Paper session 6A (Day 3)


The last paper session on Topic Modeling and Detection consisted of three full papers. First, Julian Risch (best paper nominee), a PhD student at Hasso-Plattner Institute (Germany) presented: "My Approach = Your Apparatus? Entropy-Based Topic Modeling on Multiple Domain-Specific Text Collections." He presented a topic model combined with automatic domain term extraction and phrase segmentation that distinguishes collection-specific and collection-independent words based on information entropy.
Next, Dr. Ralf Krestel, the head of Web Science Research Group & Senior Researcher at Hasso-Plattner Institute (Germany) presented his full paper titled: "WELDA: Enhancing Topic Models by Incorporating Local Word Context." He proposed a new topic model called WELDA that combines word embeddings (WE) and Latent Dirichlet Allocation (LDA).
Finally, Angelo Salatino, a PhD student at the Knowledge Media Institute (UK) presented a full paper titled: "AUGUR: Forecasting the Emergence of New Research Topics." He introduced AUGUR, which is a new approach for the early detection of research topics in order to help stakeholders such as universities, institutional funding bodies, academic publishers and companies recognize new research trends.

A dinner at the Fort Worth Museum of Science and History followed after a break.
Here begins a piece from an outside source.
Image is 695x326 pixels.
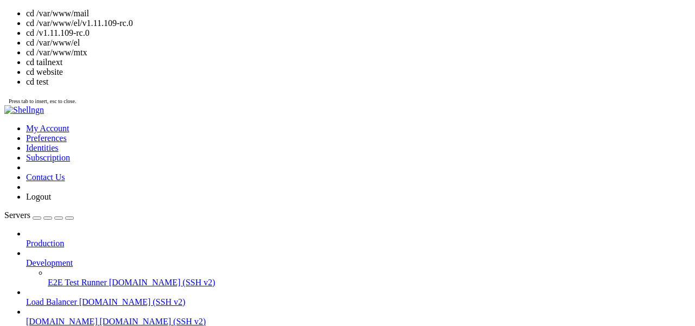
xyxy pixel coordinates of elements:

The best poster award was presented to Mohamed Aturban, a fellow PhD student at Old Dominion University and member of WSDL for this poster "ArchiveNow: Simplified, Extensible, Multi-Archive Preservation."
Dr. Federico Nanni  (Providing Fine-Grained Semantics of Entities in Context) and Myriam Traub (Impact of Crowdsourcing OCR Improvements on Retrievability Bias) tied for the Vannevar Bush best paper awards. Myriam Traub also won the best student paper award.


Day 4 (June 6, 2018)

Day 4 began with a keynote from Dr. Carly Strasser, director of Strategic Development for the Collaborative Knowledge Foundation. Her keynote "Open Source Tech for Scholarly Communication: Why It Matters," illustrated the problems in the submission, production and delivery of scholarly communication. She talked about the problem of the disjoint nature (silos) of the various stages of scholarly communication, as well as the expensive delivery, slow production, static and less interoperable output.

She also presented a vision of scholarly communication that consists of living documents that link to open source code and data, a cheaper delivery system, faster production and more interoperable and dynamic output. Additionally, she talked about the organizations working to achieve various aspects of this vision.
The main conference gave way to workshops and a preview of JCDL 2019 which is scheduled to take place at the School of Information Sciences at the University of Illinois, Urbana-Champaign from June 2-6, 2019.
I would like to thank the organizers of the conference, the hosts, University of North Texas (UNT) College of Information and UNT Health Science Center, as well as SIGIR for the travel grants. Here are other trip reports including the Doctoral Consortium (from Shawn Jones), a preview of WADL (Web Archiving and Digital Libraries) workshop from Jasmine Mulliken, Digital Production Associate at Stanford University PressMat Kelly's (WADL) trip report, and Corren McCoy's Knowledge Discovery From Digital Libraries (KDDL) Workshop Trip Report. Dr. Min-Yen Kan set up a repository for all the slides from JCDL 2018; please upload your slides if you have not already done so.